Soon, Conner will have another selling point. In March, the school will break ground on the Pat Becker Sr. outdoor 400-meter track and stadium situated on newly-acquired land on the Willamette River adjacent to the campus. The track, along with a 500-seat stadium, is scheduled to be ready for use for the 2021 outdoor track and field season.

“It’s a game-changer,” Conner said. Now, “It’s an arms race with facilities. There are some big-time athletic programs around the nation. A (recruit) visits four big schools and he comes here and looks around and thinks, ‘I don’t see anything.’

“Now we’re going to have maybe the most beautiful track facility in the nation, with Forest Park (where the Pilots do most of their training runs) on the other side of the river. It’s going to be a beautiful setting.”

The track and stadium set the table for the Pilots to have a full-fledged track and field program, though that appears to be well down the road.

“We’ll still be a distance-oriented team,” Conner said. “I’d love to branch out; we’d just need extra coaches. I’d like to at least bring in some sprinters, have a 4×100 relay unit. It’s easy to recruit cross-country guys by selling Forest Park. It’s hard to recruit a sprinter when he doesn’t know where he’s going to work out. This will open a lot of opportunities for us.”

So, too, does a 240-meter three-lane indoor track at Chiles Center — on the second floor, circling the basketball court — that was installed last year. It’s the only such track in Oregon and will allow the Pilots to play host to several college indoor meets this winter, focusing on distance races.

Conner has fine-tuned his training regimen through the years to ensure his runners are tapered and prepared for the big meets — regionals and nationals.

“It takes some experience,” he said. “You can’t just go to the NCAA meet for the first time and think you’re going to do something. It takes getting there a few times to digest it as a coach. The athletes don’t have that luxury.

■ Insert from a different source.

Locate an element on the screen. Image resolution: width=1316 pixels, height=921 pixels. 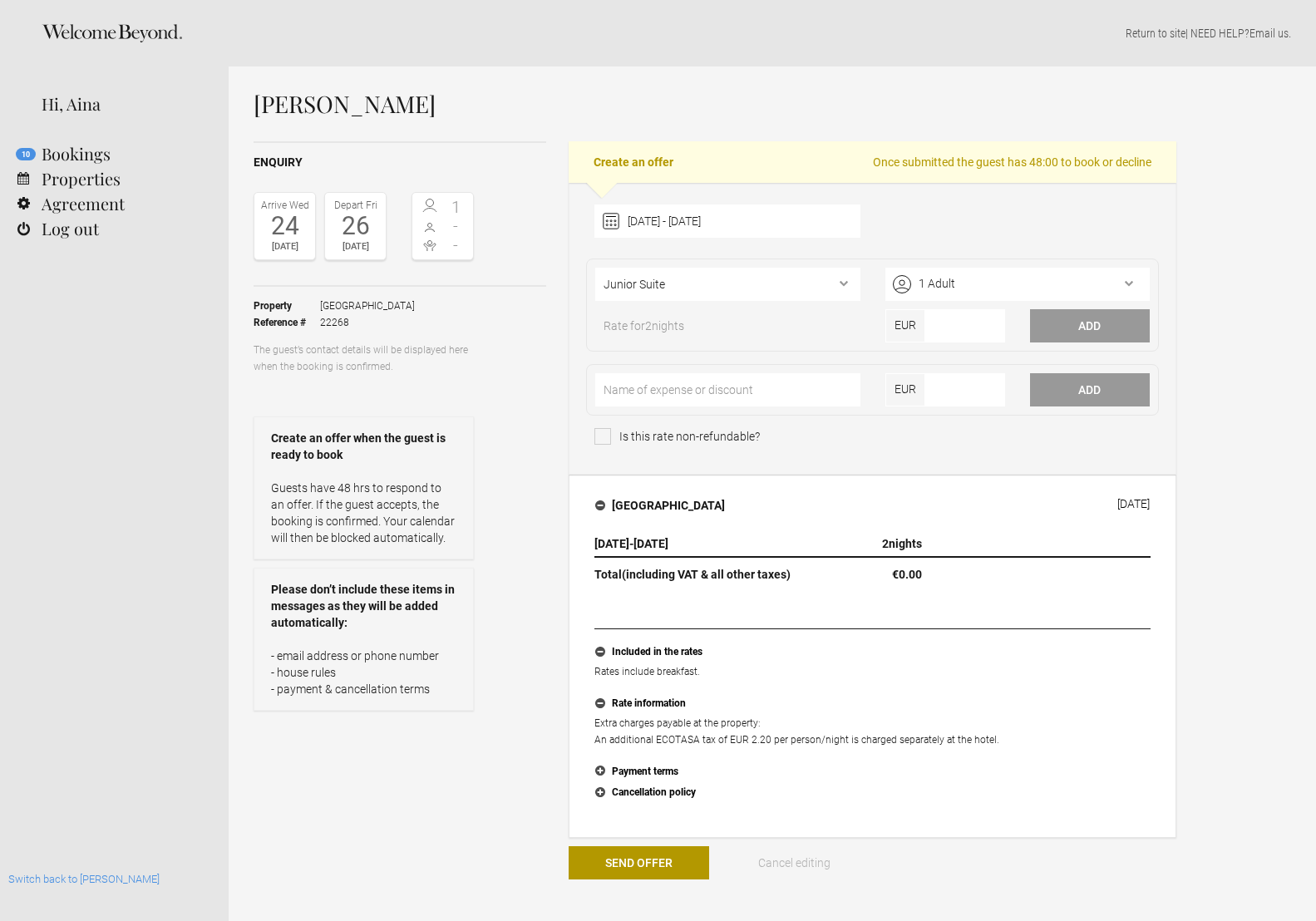
th: Total is located at coordinates (706, 571).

They have a four- (or five-) year window. It takes some input from the coach to make sure they’re prepared mentally and physically. We’ve finally gotten to that point, where we are ready to go and pointing for that meet from Day One.”

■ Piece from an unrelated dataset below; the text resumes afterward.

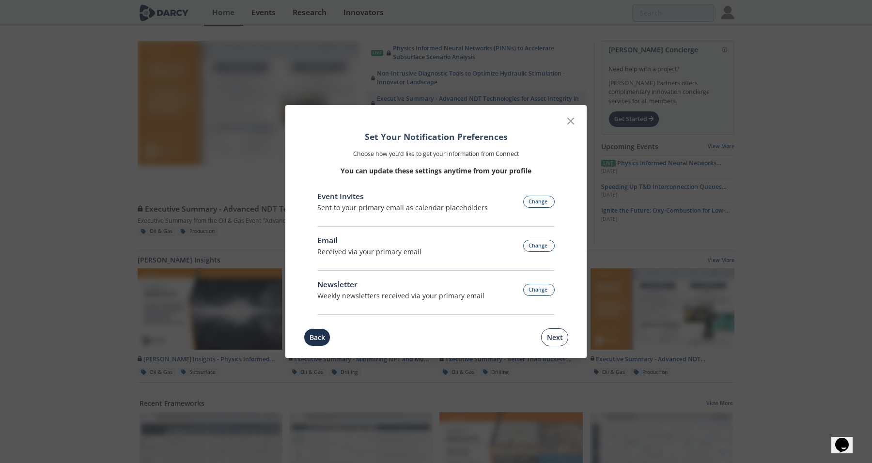  What do you see at coordinates (369, 241) in the screenshot?
I see `div: Email` at bounding box center [369, 241].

A year ago, the Pilots finished behind only national champion Northern Arizona and Brigham Young at the NCAA meet in Madison, Wisconsin. Pac-12 schools Colorado, Stanford and Washington trailed at Nos. 4, 5 and 6.

Only Roudolff-Levisse and senior Caleb Webb — the No. 6 runner a year ago — return for this season, though Conner has a stable of young runners with potential waiting for an opportunity. One is sophomore Riley Osen, who finished eighth in the steeplechase at the NCAA championships last spring with a best of 8:41.24.

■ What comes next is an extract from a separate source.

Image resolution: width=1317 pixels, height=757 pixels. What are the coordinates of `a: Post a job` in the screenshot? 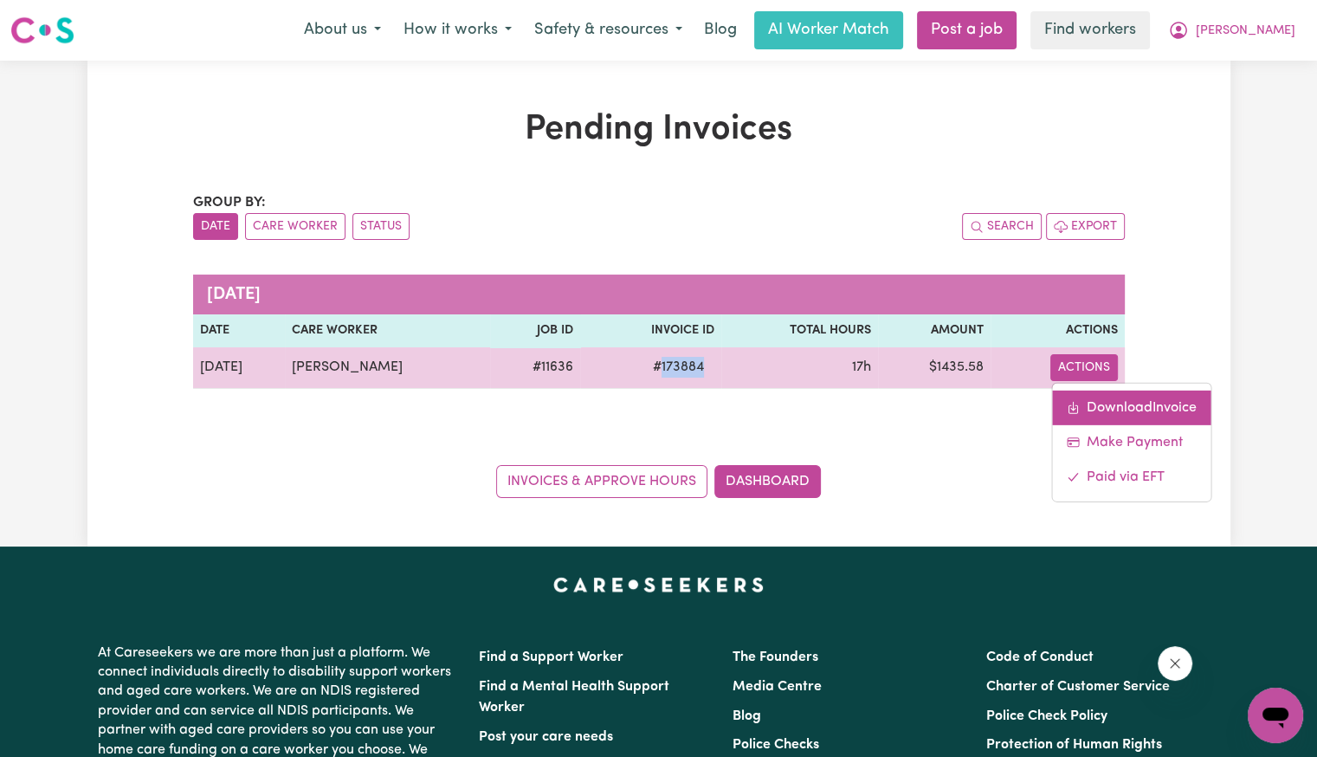 It's located at (966, 30).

“Emmanuel will be better (this season),” Conner said. “He has increased his training volume and his intensity. He finished 11th (at nationals) as a sophomore, but had a little bit of an injury to deal with last year. I think he’s a top-10 guy. His confidence level will be up, and the Terre Haute course suits him.

“We have a lot of hungry guys who have been working very hard. We’re optimistic. We don’t want to toot the horn yet, but you build confidence through practice. I think we’ll be ready to go.”

Conner, 55, figures to go well beyond 30 years at the UP cross country/track helm.

“Originally, I wanted to be the longest employee in university history,” he said with a smile. “I believe the record is 52 years. At one point, I thought I’d live forever since I’m a vegan. Now I’m sure I won’t. “But I’ll work 10 more years at minimum. I’d like to keep going as long as possible.”

Conner admits he has done what he wasn’t sure was possible when he took over the Pilot reins nearly three decades ago.

“When I got here, my goal was to get a team to nationals,” he said. “In ’93, we won the regionals. We had five seniors and I thought, ‘We may never do this again.’

“But you just keep working hard and hustling and recruiting, and we’ve made it again and again and again. We had a streak of making it 10 years in a row. It’s not easy to do that. We’ve averaged a top-three finish the last 15 years at regionals. If you’re top three in the West, you’re going to nationals.

“Sometimes you take it for granted, but we’re really proud of what we’ve done.”